Coachlines - November 2024
29.11.24 Assistant Eric Wallbank
The road less travelled – where did the Iron Curtain go?
Pictured above: Cesky Krumlov
Prague. For a long time, the ‘other side’ of the Iron Curtain – but it’s closer than the top end of Scotland*. So, a road trip was planned: Germany, Czechia and southern Poland, taking us behind what was the Iron Curtain. Was there anything to see on the ground of where the curtain was, between Germany and Czechia or between East and West Germany?
In early 2024 we put together a plan, booked accommodation, set up the spreadsheet**, and set off straight after the Election Court in September 2024.
After a brief overnight on the Belgian coast, our first real stop was on the Rhine, at Boppard. It’s always as surprise to see large barges so far inland. The Rhine is festooned with castles, as a historical border: later, the area was visited by the Romantic poets and painters – we stood in William Turner’s footsteps at Boppard Castle, where he sketched the view in 1817.
On to Bavaria and the lovely walled town of Rothenburg-ob-der-Tauber, on the ‘Romantische Strasse’ that runs south to the Bavarian alps, but our route took us further east to Regensburg, on the Danube. It rained hard and the river was well above normal levels, but, unconcerned, we headed towards the Czechia. The border lay in wooded hills with only a few buildings to mark where the Iron Curtain used to be, and some shops and a petrol station on the Czech side where fuel was a good deal cheaper. No rusting barbed wire, no ruined guard towers, no faded warning signs.
We headed for another lovely old town, Cesky Krumlov, in heavy rain. This turned out to be Storm Boris, that brought record-breaking rainfall to central Europe leading to severe flooding in parts of Austria, Czechia, Slovakia, Poland, Romania and Hungary. We started to realise this may be serious when we entered the town past the firemen who were sand-bagging the sides of the road to prevent flooding.
Cesky Krumlov sits on a bend in the River Vltava. There was a LOT of water in the river and it rained all the rest of the day, somewhat dampening our visit to the castle and the old town.
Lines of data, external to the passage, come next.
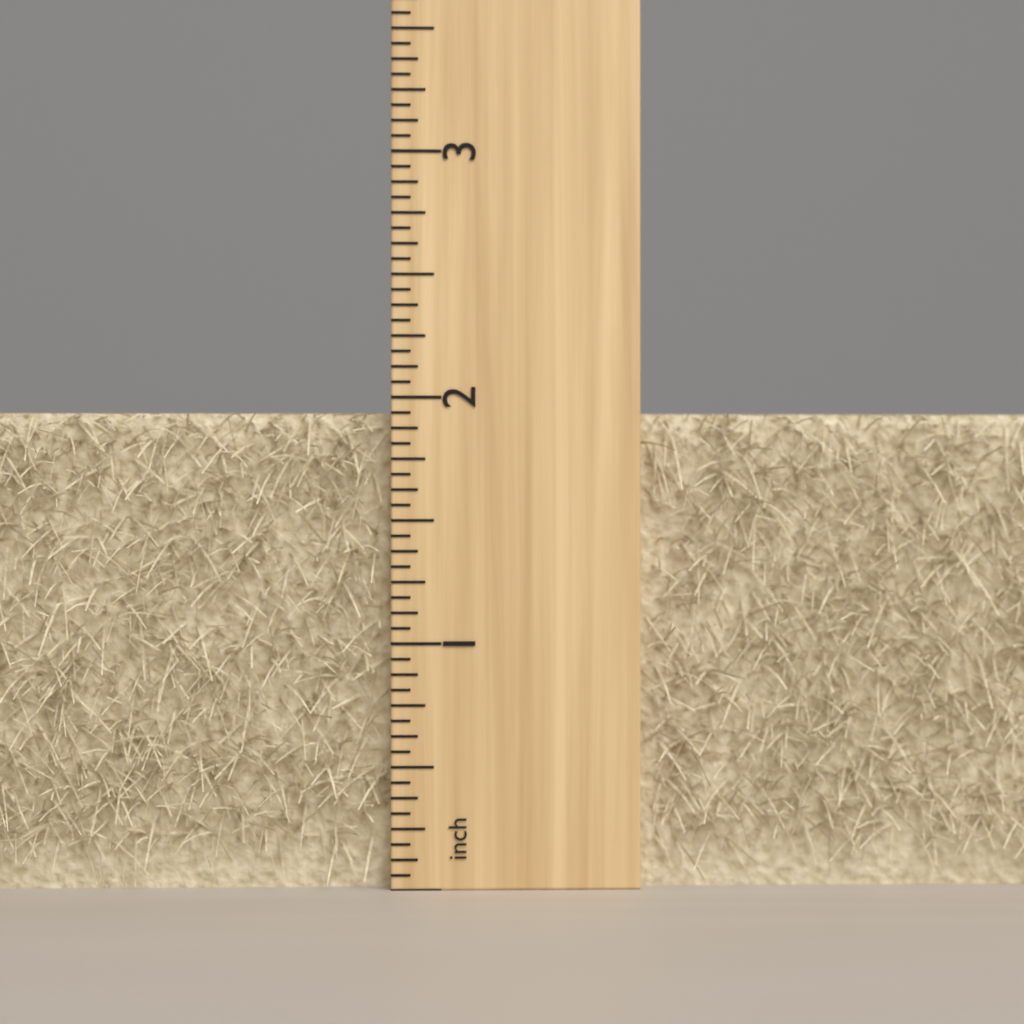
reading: 1.9375 inch
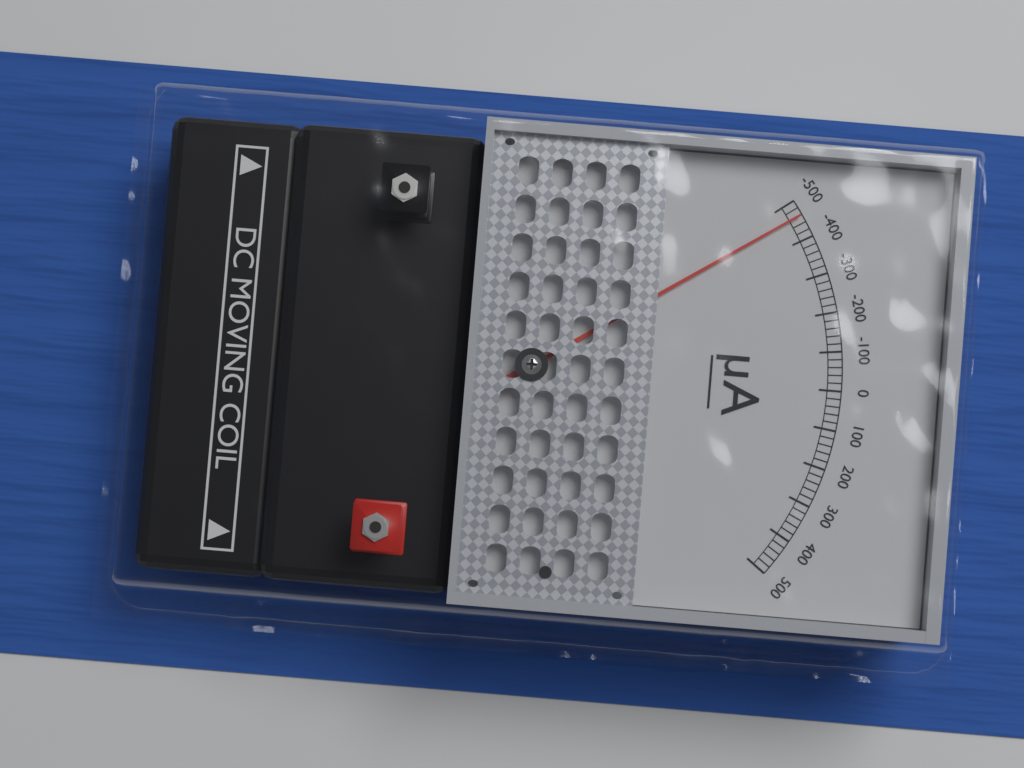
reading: -460 µA
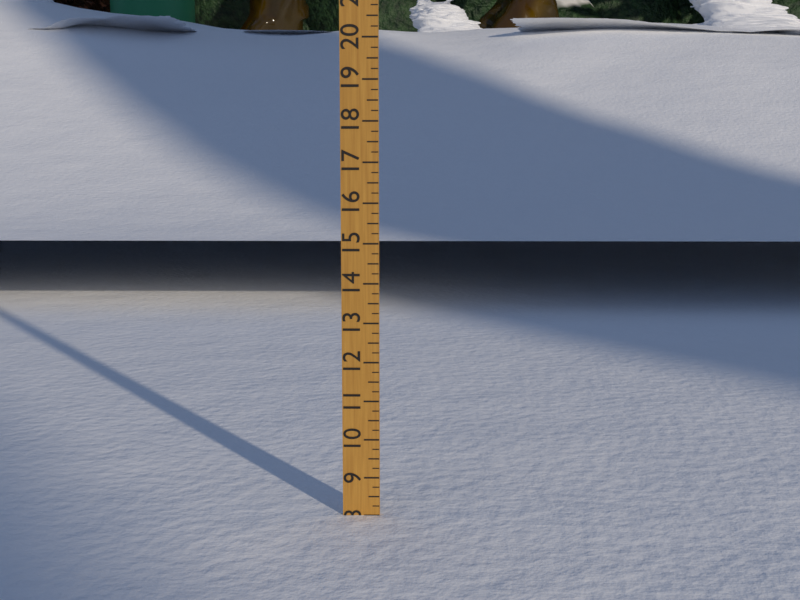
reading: 8.00 (no unit)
Leaving the next morning, the road we’d come in on was now closed, but the road to Prague was open, and we arrived there safely. It’s a lovely old city and the weather improved over the next few days. A highlight was the nuclear bunker tour, under a hotel built post-war for foreign visitors and fully bugged for listening by the secret police in the basement.
Our original route took us north-east into Poland through an area devasted by the floods; and after that we were heading for Wroclaw, which had declared a state of emergency as the flood waters were due to hit the city in three days’ time. Realising it wasn’t sensible to carry on as planned we re-arranged the next few days to avoid Poland and head straight into the former East Germany. Coming back across northern Germany, we crossed the border between Czechia and Germany, where there were newly-established border checks on the German side, though this wasn’t the former Iron Curtain as that was further west, between East and West Germany.
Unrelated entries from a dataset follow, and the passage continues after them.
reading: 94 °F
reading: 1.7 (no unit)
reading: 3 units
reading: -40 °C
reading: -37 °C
The benefit of our curtailed route was that we had a full day to spend at Colditz, famous around the world but not, apparently, in Germany, now restored and open to visitors. A very knowledgeable guide took us on the escape routes of some of the successful – and unsuccessful – escapes, of which there were many. When it first opened to visitors they used to get ex-prisoners returning, some of who revealed caches of materials still hidden. On one occasion the guide had said there was a workshop in the quadrangle that she couldn’t show as she didn’t have the key with her, at which point a visiting ex-prisoner produced a skeleton key from his pocket and suggested ‘this might do’. It did.
We came to the Harz mountains, which were just in the former East Germany, and where the Stasi had listening posts with a lot of sophisticated equipment to eavesdrop on the West. These are still there, though the highlights of the area are the narrow-gauge steam trains that run to the top of the mountains and the quaint half-timbered small towns such as Quedlingburg.
There is no sign on the ground of the former border between East and West Germany, completely removed post-unification. And so we drove across the Netherlands and the ferry back to the UK.
Last year, on our trip to Australia, we were faced with bush fires. This year it was floods. Next year we’re joining the planned Livery trip through France. I wonder what natural disaster we will meet?
* If you start on the south coast of England.
** Every trip needs a one-page spreadsheet: for every day, a start point, end point, mileage, accommodation, and points of interest en route.